Attention Must Be Paid
One of the many actresses who never had a chance for a more noticeable career.
“We never did discover the origin of her name. No one was bold enough to ask.” —Lillian Gish
There are a lot of Hollywood figures it’s hard to remember seeing. Half their roles are uncredited. Most of the remaining ones are only on screen for a matter of minutes. Their characters do not reliably have names. There isn’t anything inherently wrong with this, at least in the days when fewer roles were credited. The industry runs on roles like that, simply because there are so many more minor parts than major ones. The problem is how few opportunities there were for people like Madame Sul-Te-Wan to have any other kind of Hollywood career.
In her obituary, Jet claimed her father to have been “a Hindu manservant.” The Encyclopedia of the Harlem Renaissance says there were rumours that her father had been a Native Hawaiian. Nothing so exotic. Nellie Crawford was born in Louisville, Kentucky, to former slaves Silas Crawford and Cleon De Londa. Her father abandoned the family, and to support them, her mother took in laundry from actors. Nellie became an actress herself, initially joining a company called Three Black Cloaks. She billed herself as Creole Nell. She toured with many theatrical companies, including some she founded herself.
In 1915, she appeared in Birth of a Nation, her feature debut. (She was in a short, “The Cause of It All,” that same year. She was credited in that one, but it only had six characters.) She primarily played maids, and her characters were primarily uncredited, for years to come. She is Church Member (uncredited) in King Vidor’s Hallelujah and Kali Sana—Aunt’s Cook (uncredited) in Erich Von Stroheim’s Queen Kelly. Starting in Heaven on Earth in 1931, in which it actually was credited, she began to appear as Madame Sul-Te-Wan, or variants thereof.
Frankly, the roles didn’t much get better, and she was seldom credited. Even in Carmen Jones, she’s uncredited as Carmen’s grandmother. Her appearance there ended up sparking a rumour that she was Dorothy Dandridge’s actual grandmother, which wasn’t true. She herself said the roles didn’t pay enough to buy a handkerchief, though she was the first black person known to have been under contract to a studio. I can’t imagine the roles took more than a couple of days, for the most part; how long can it take to play Native (uncredited) in King Kong or Black Cook (uncredited) in Imitation of Life?
That said, my goodness but she appeared with a lot of impressive people. Dandridge, of course, and the rest of that cast. She was in a Jack Benny movie, though I haven’t seen it and don’t know the role. She was in movies with everyone from Lucille Ball to Yul Brynner, from Shirley Temple to Spencer Tracy. Oh, the roles were small enough that I don’t know who of them she shared scenes with. What I do know is that she played Tituba in a movie adaptation of the Salem Witch Trials starring Fred MacMurray and Claudette Colbert, and boy do I have to seek that out now.
About the writer
Gillian Nelson
Gillian Nelson is a forty-something bipolar woman living in the Pacific Northwest after growing up in Los Angeles County. She and her boyfriend have one son and one daughter, and she gave a child up for adoption. She fills her days by chasing around her kids, watching a lot of movies, and reading. She particularly enjoys pre-Code films, blaxploitation, and live-action Disney movies of the '60s and '70s. She has a Patreon account.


From the data underneath, reproduce exactly the stretch that begins at the line with "Find *footwear*. Reply" and ends after the line with "Spot *insect* in the image.".

* AVAILABLE DATA:
>>>>

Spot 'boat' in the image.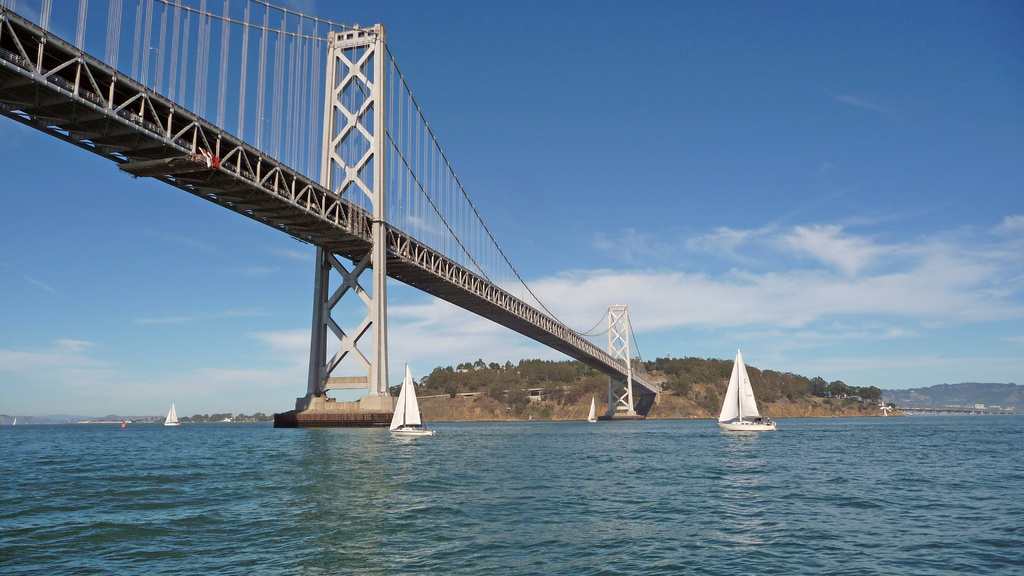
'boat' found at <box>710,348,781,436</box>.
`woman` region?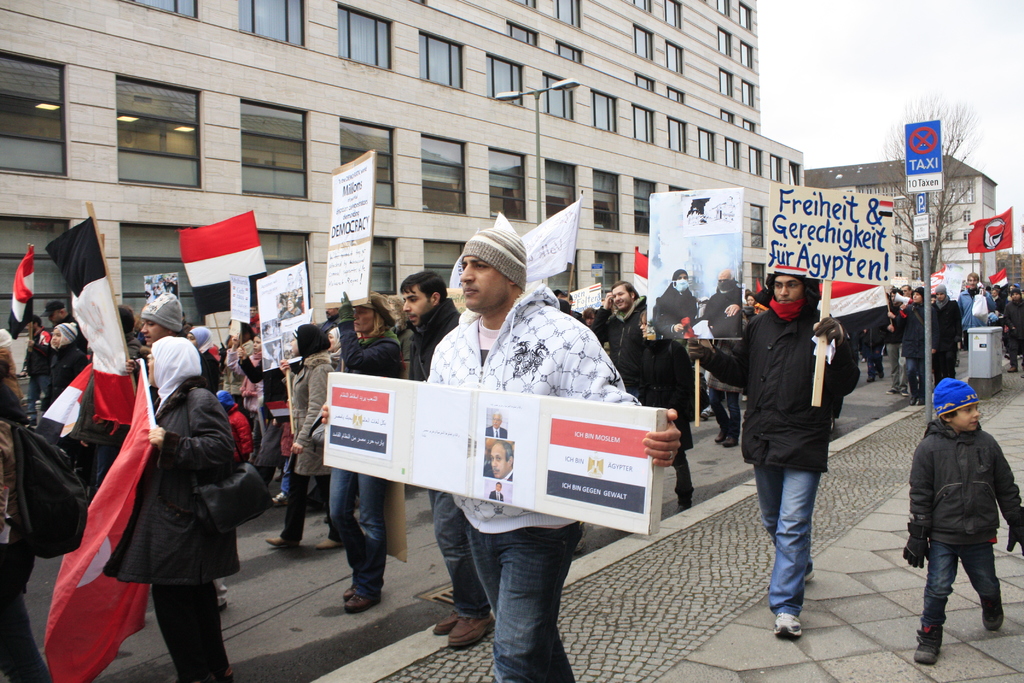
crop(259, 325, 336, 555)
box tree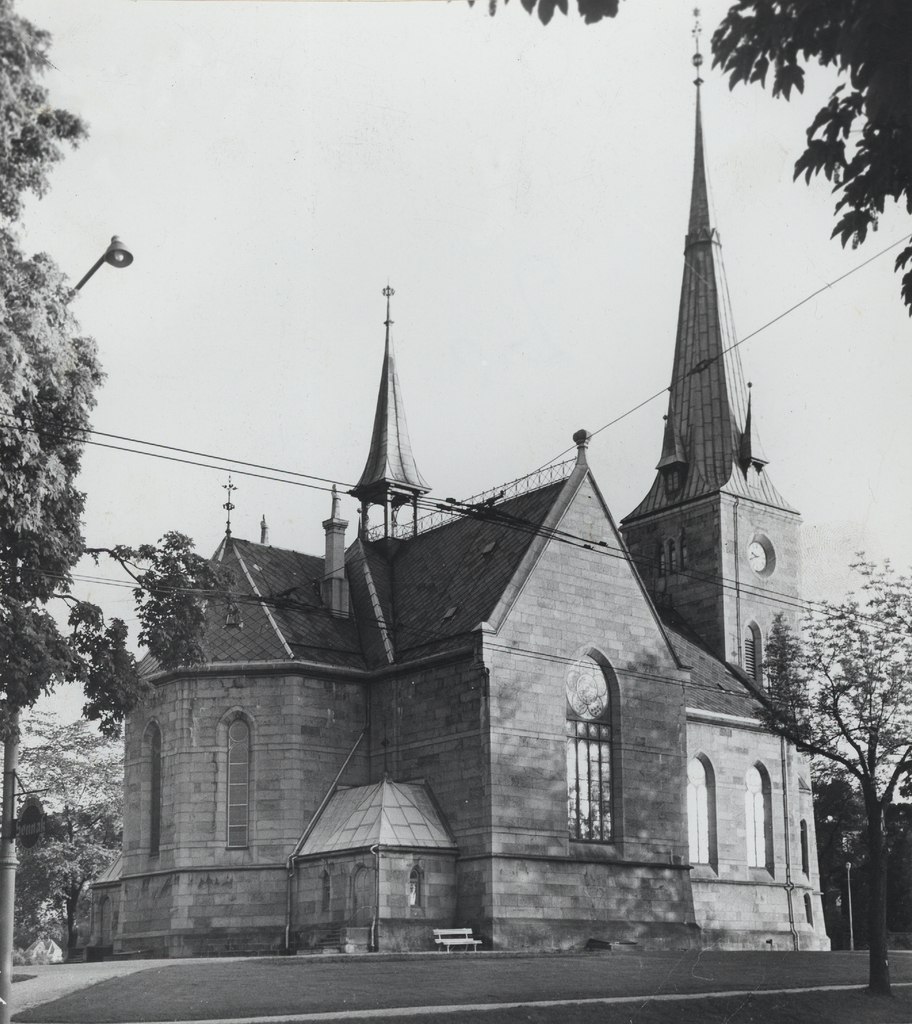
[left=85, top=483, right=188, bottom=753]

<<<<
>>>>

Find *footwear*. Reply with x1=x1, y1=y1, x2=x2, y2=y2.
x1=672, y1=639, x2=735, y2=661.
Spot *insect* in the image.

<<<<

* REPLY TO THE EXERCISE:
Find *footwear*. Reply with x1=x1, y1=y1, x2=x2, y2=y2.
x1=672, y1=639, x2=735, y2=661.
Spot *insect* in the image.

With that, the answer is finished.